Godzilla vs. Hedorah (2021)

What’s that? Didn’t I already cover Godzilla vs. Hedorah back in July? Sure did. But this year we got quite a treat as part of Toho’s celebration of Godzilla Day on November 3rd, honoring 67 years of Godzilla, and Hedorah’s 50th anniversary. The event is essentially a merchandizing festival, but in addition some interesting hot sauces, Toho released a short film with actual suitmation featuring everyone’s favorite psychedelic induced fever dream of an anti-pollution allegory: Hedorah! Toho had put out an even shorter film last year that was kind of fun, but this one is much more involved. It’s been five years since the release of Shin Godzilla in 2016, and this a welcome little gem for fans of practical effects and suitmation. They apparently took it down from the official account, but luckily it’s been preserved by RickDaSquirrel over on Youtube, enjoy!

The video is directed by Kazuhiro Nakagawa, who did a couple episodes of Ultraman Z, some Godzilla video attractions at Universal Studios Japan, and was 2nd assistant director on Shin Godzilla. It features some great stock music from Akira Ifukube and Riichiro Manabe who did the original Hedorah. Naoya Matsumoto and Hikaru Yoshida play Godzilla and Hedorah respectively using suits out of storage from Godzilla: Final Wars (2004). The suits are still in pretty good condition, but at times, the advancements in high definition cameras don’t do them any favors.

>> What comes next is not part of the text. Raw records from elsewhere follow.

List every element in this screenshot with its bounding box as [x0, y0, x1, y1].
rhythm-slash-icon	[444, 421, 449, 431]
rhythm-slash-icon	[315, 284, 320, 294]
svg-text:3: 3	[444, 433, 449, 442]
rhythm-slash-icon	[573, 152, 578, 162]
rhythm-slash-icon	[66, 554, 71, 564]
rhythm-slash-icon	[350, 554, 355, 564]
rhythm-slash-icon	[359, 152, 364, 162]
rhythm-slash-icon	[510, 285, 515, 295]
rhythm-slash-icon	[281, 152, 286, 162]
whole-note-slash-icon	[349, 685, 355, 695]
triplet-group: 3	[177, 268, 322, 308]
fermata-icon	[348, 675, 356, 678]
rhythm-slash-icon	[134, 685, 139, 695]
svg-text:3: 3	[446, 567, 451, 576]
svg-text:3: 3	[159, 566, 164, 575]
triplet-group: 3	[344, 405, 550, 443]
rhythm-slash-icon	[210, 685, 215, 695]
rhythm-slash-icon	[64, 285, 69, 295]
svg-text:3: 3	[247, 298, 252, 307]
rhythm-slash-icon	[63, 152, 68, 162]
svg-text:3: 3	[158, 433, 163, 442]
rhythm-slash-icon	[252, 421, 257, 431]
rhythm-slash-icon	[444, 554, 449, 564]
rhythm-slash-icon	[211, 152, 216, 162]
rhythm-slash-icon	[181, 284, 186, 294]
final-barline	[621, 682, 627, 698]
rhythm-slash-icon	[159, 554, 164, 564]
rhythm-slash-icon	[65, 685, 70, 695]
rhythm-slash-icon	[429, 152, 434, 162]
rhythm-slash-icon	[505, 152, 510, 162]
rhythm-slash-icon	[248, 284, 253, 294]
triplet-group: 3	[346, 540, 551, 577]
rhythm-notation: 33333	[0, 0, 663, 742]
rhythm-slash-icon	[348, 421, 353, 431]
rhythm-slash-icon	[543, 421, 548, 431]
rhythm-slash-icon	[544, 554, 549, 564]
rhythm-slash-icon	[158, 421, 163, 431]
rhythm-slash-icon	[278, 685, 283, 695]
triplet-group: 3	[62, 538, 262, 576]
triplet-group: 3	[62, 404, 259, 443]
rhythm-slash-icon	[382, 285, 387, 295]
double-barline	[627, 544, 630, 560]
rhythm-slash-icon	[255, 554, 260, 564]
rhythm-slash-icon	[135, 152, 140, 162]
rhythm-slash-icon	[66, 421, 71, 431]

For fans of the original film, there’s a ton of callbacks. It opens with some beautiful flowers that get killed by Hedorah’s smog and slop, a reverse of the original’s smash cut from pollution to nature. Hedorah takes a massive toke off a smokestack like a bong, and the Manabe’s 60s music does well to establish the campiness of it all. Godzilla appears to the classic Ifukube thundering score, and switches up into a more modern industrial/rock track as the monsters clash. The direction and camerawork is inspired, doing a lot with what little they have. There’s some great super-low angle shots looking directly up similar to those that I enjoyed in Terror of Mechagodzilla, and a great shot when the fight rages on behind some buildings, obscuring most of the action except a vertical splash of toxic goop. They do this again with Godzilla’s atomic breath, and it really puts the viewer in the action, as if you’re nearby. Hedorah scars Godzilla’s eye before Godzilla blasts him and walks out during the sunset to goofy trumpets and then some psychedelic jamming over a liquid light show, all great callbacks to the original.

This is an amazingly fun little short that shows a ton of love for the source material. While it was originally reviled by producer Tomoyuki Tanaka, and audiences being split either loving or hating its oddball approach, I’m glad to see Hedorah getting so much love these many years later. You really wish Yoshimitsu Banno were still alive to see this; I get the feeling he really would have loved it. Banno was a one-and-done Godzilla director, but he wanted to do more, and really pushed for projects that would end up influencing the current Monsterverse films. RIP Banno, you won out in the end!